Nile is a black belt now in Tae Kwon Do. He is technically a black belt candidate, which is the first level, but - hey - the belt is black. It counts. Dani blew into town for ACL, with her bright red ombre'd hair tips. She's back in NYC now. I barely got to see her, but my sister Holly and I did get to take her to dinner the last night. We talked about Holly's twitter guy - this is interesting. Holly had been following the tweets of a cool guy on twitter, she was in Vegas & discovered (via a tweet of course!) he was too - they met up, hit it off, and now they may have a thing going. He's coming to Austin to see her. It's just so fun to say "your twitter boyfriend", I hope it works out so I can keep saying it. Ah, the new rules of dating in our networked, social media, 24/7 age. 

So on my first exam in Advanced Psychiatric nursing, I think I was the only person that passed, and that was by 2 points. Really. Ridiculous, I was mad for days about that. Then she gave us all a monster curve, and everyone passed. Yes, all us morons had to be yanked by our heels to the "acceptable" line. I was under a silly illusion that things like that wouldn't happen in grad school. 

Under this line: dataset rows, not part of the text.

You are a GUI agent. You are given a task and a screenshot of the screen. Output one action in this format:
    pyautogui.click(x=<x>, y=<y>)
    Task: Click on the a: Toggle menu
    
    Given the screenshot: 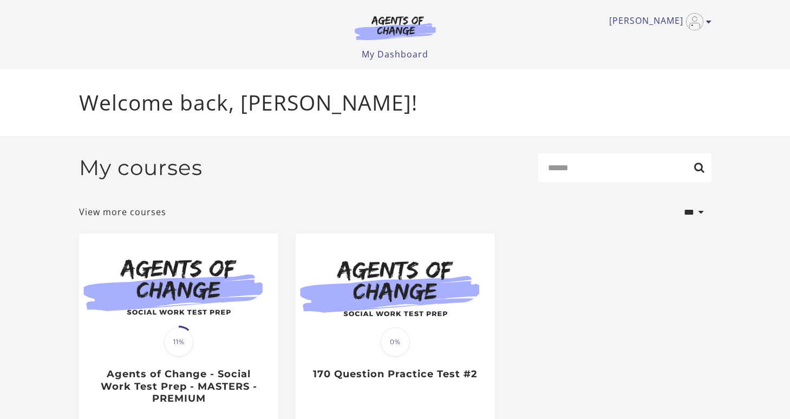 What is the action you would take?
    pyautogui.click(x=658, y=22)
    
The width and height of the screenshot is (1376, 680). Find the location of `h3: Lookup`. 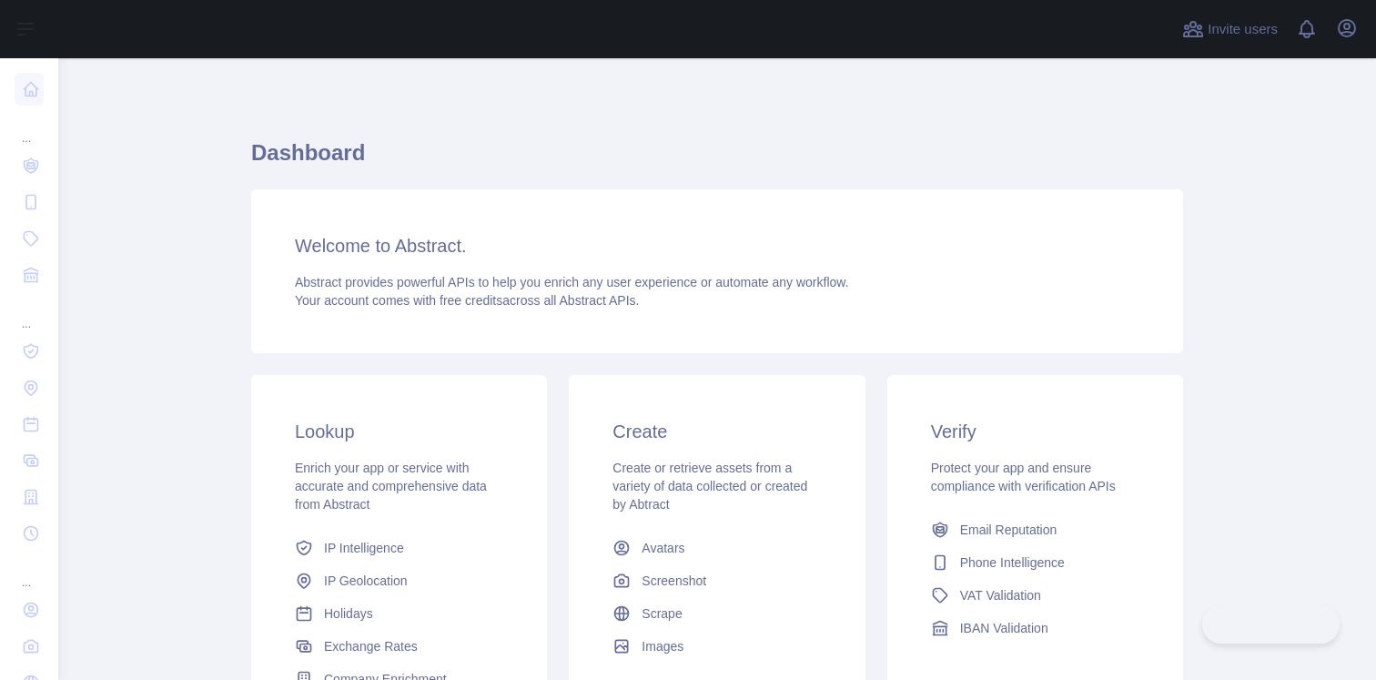

h3: Lookup is located at coordinates (399, 431).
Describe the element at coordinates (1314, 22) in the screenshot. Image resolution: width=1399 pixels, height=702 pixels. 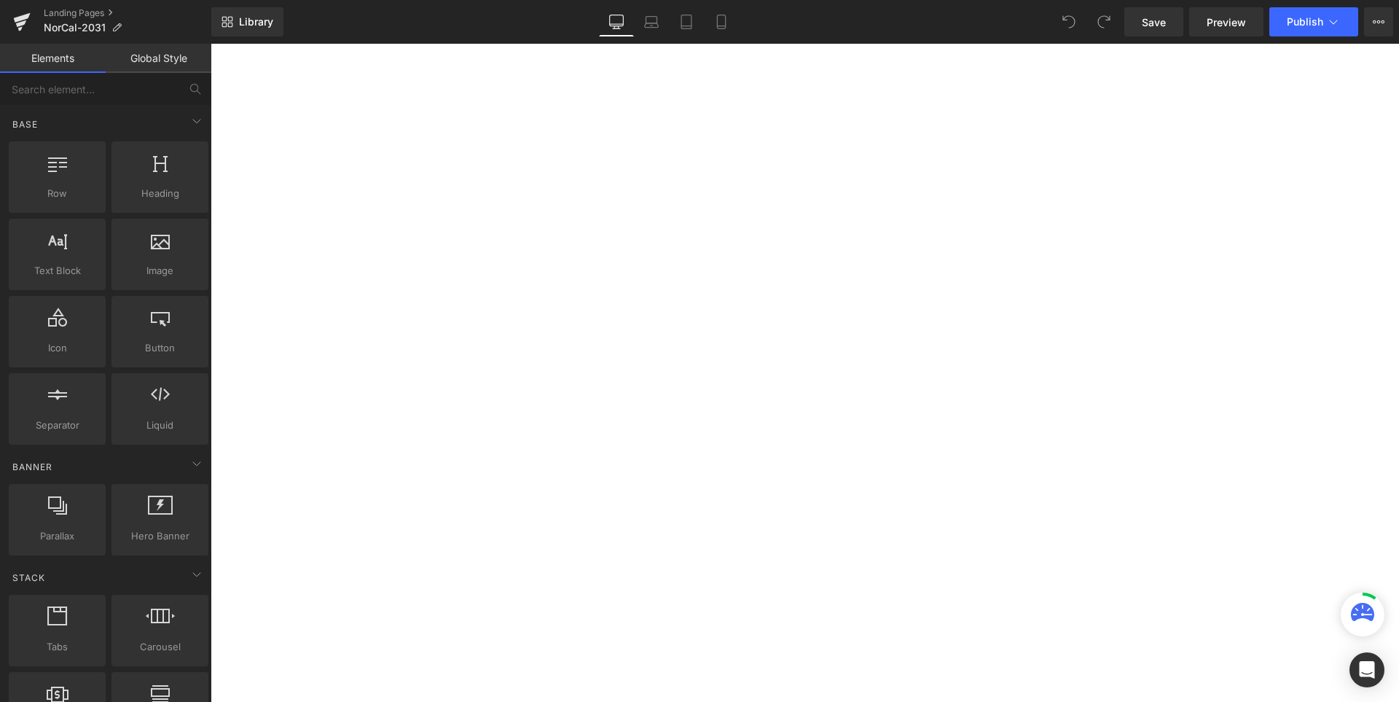
I see `button: Publish` at that location.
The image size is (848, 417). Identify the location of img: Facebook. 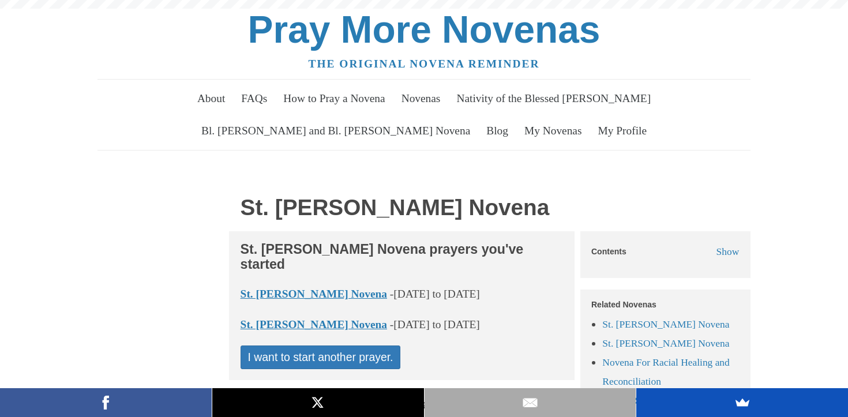
(106, 402).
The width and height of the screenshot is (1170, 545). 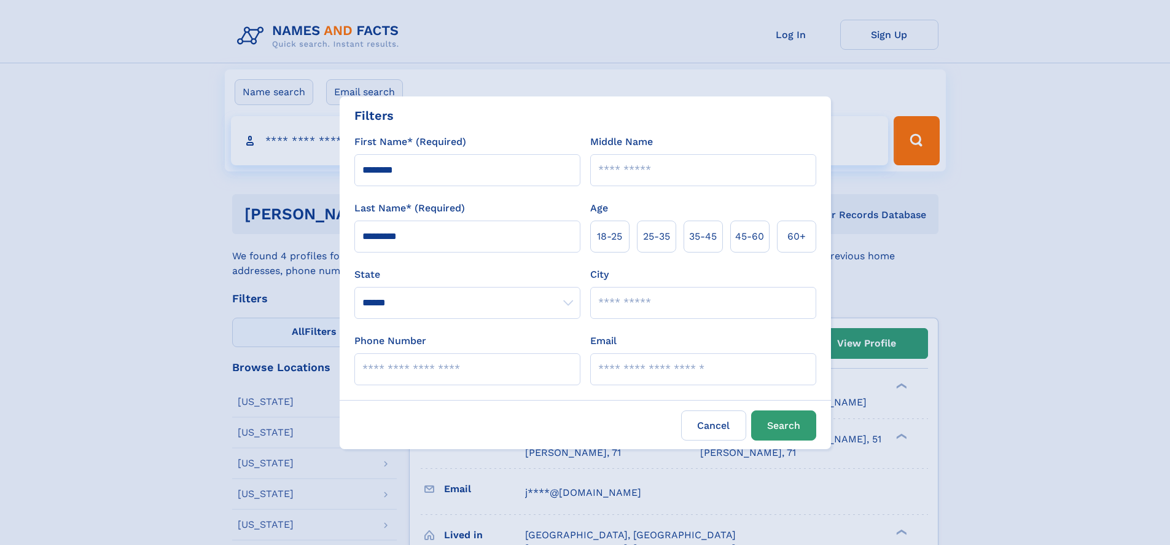 I want to click on label: Last Name* (Required), so click(x=410, y=208).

Now I'm going to comment on a couple of juicy news items that I can't resist. First is this fungal contaminated steroid injection problem. A compounding pharmacy sent out vials of injectable steroid solution that were so contaminated with a fungus that you could see particles with the naked eye, according to the NPR report I listened to. I have noticed that medical professionals that I've dealt with in general are very against these compounding pharmacies and what they are doing. In my class that covered supplemental hormone treatment for women (compounded "bio-identical" hormones are all the rage), the lecturer flat out said this stuff is bad, there are absolutely no standards and no monitoring, they can put whatever they want to in there, and there's no guarantee of purity or strength. Or apparently of safety.

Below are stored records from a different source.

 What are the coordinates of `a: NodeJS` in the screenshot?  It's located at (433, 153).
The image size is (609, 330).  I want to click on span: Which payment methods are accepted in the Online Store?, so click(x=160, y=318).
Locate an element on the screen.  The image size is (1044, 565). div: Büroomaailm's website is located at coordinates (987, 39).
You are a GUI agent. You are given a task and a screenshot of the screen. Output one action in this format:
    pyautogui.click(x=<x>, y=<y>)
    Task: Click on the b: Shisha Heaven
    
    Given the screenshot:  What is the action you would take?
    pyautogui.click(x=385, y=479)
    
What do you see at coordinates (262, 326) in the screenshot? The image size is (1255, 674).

The other thing that caught my attention is the Lance Armstrong story. It's not playing out like I expected. I really don't understand why, after all these years, they are doing this. Now you may think to yourself, "because it's true" -- well, maybe it is, I certainly have no way of knowing it, but Lance won seven Tour de France titles, the last being in 2005. That is seven years ago. I can't believe that they had investigators working on this for seven years. Just seems to me like there should be a statute of limitations for them taking your medals away. I have to add that I have tremendous respect for what Lance has done with his LiveStrong Foundation. Did you know he started that before he won his first Tour? How many celebrities do that before they hit the big time? Hell, how many do it after they hit? Anyway, I don't like how this went down. It's just wrong. But one thing makes me happy - donations are up at LiveStrong. 

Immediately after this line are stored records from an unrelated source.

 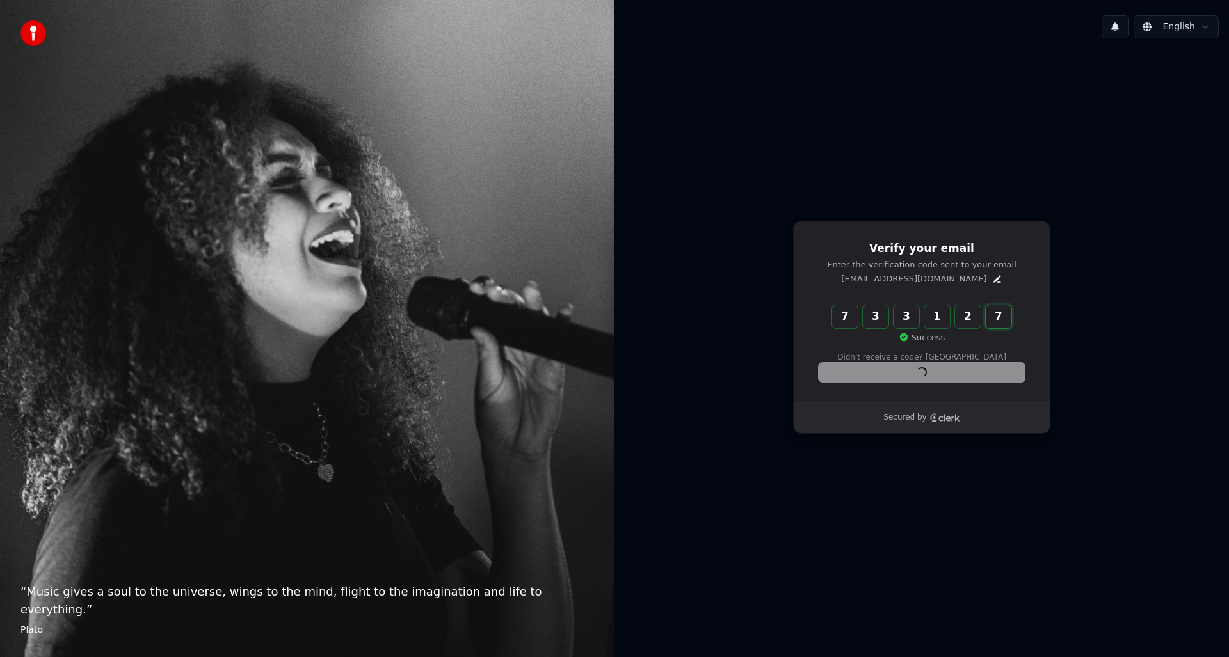 What do you see at coordinates (921, 249) in the screenshot?
I see `h1: Verify your email` at bounding box center [921, 249].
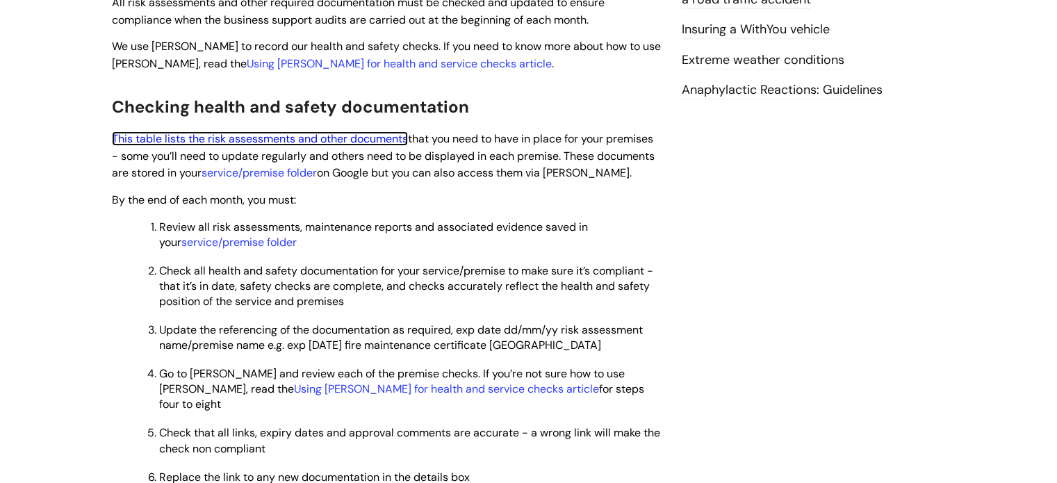  Describe the element at coordinates (782, 90) in the screenshot. I see `a: Anaphylactic Reactions: Guidelines` at that location.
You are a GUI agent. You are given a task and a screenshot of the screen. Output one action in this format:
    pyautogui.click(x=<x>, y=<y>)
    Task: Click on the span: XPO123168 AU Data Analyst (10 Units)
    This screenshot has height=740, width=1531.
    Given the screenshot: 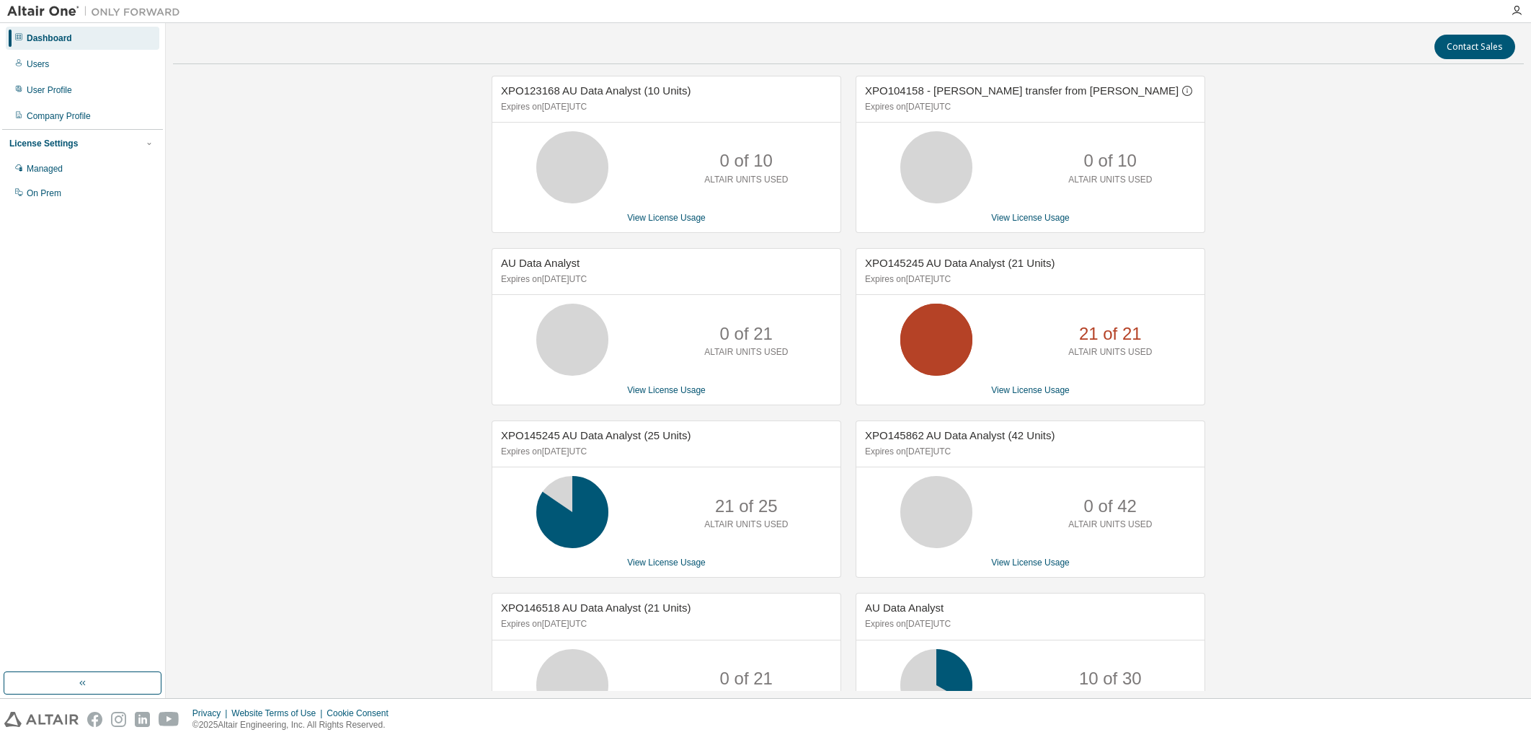 What is the action you would take?
    pyautogui.click(x=596, y=90)
    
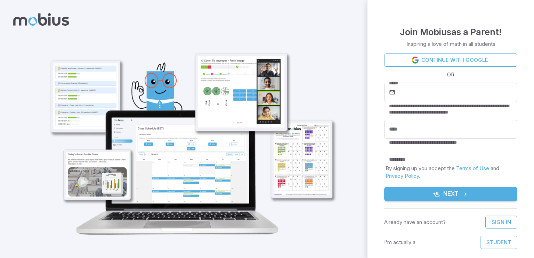 The image size is (534, 258). I want to click on span: OR, so click(450, 75).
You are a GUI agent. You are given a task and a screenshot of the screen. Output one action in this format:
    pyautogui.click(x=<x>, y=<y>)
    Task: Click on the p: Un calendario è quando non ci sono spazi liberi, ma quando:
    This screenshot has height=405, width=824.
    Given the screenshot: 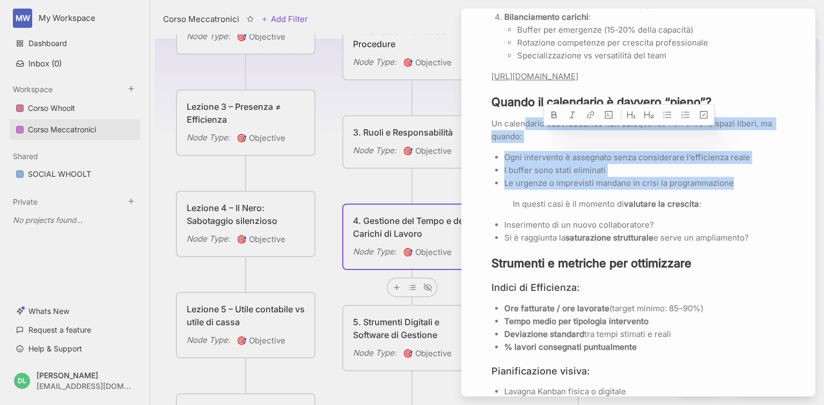 What is the action you would take?
    pyautogui.click(x=638, y=130)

My clinical days are intense. I am at two sites that couldn't be more different - the children's unit of the state psych hospital and then a private therapy office. I literally go from seeing the most challenging, saddest, difficult to treat cases of kids with profound mental illness to sitting in a quiet, comfy little office listening to a couple talk in quite tones about improving their communication. It's hard to keep perspective at times. And I find this tidbit interesting - the kids that I see at the state hospital, in my opinion, are getting better care than they would at a private hospital. I would even say much better. Mostly because they don't have the mad dog insurance company snarling and growling at them to hurry up and discharge the patient. Most patient stays are at least two weeks, I've seen many longer, sometimes months if there's significant placement problems. And let me add, these kids need that time. OMG, I had one really bad day in treatment team review where I listened to so many stories of troubled homes. Thank goodness that is not every day, and certainly not every family. So when you hear "state hospital", don't think snake pit or that Jack Nicholson movie. It's really a pretty good deal. And it helps us all, these are our friends, relatives and neighbors that need these services. We're all in this together. A child that's been properly treated, appropriately accommodated at school, and had the necessary social support applied will grow up to be a tax-paying citizen instead of the homeless guy on the corner, getting bucks so he can self-medicate at the liquor store. Speech over.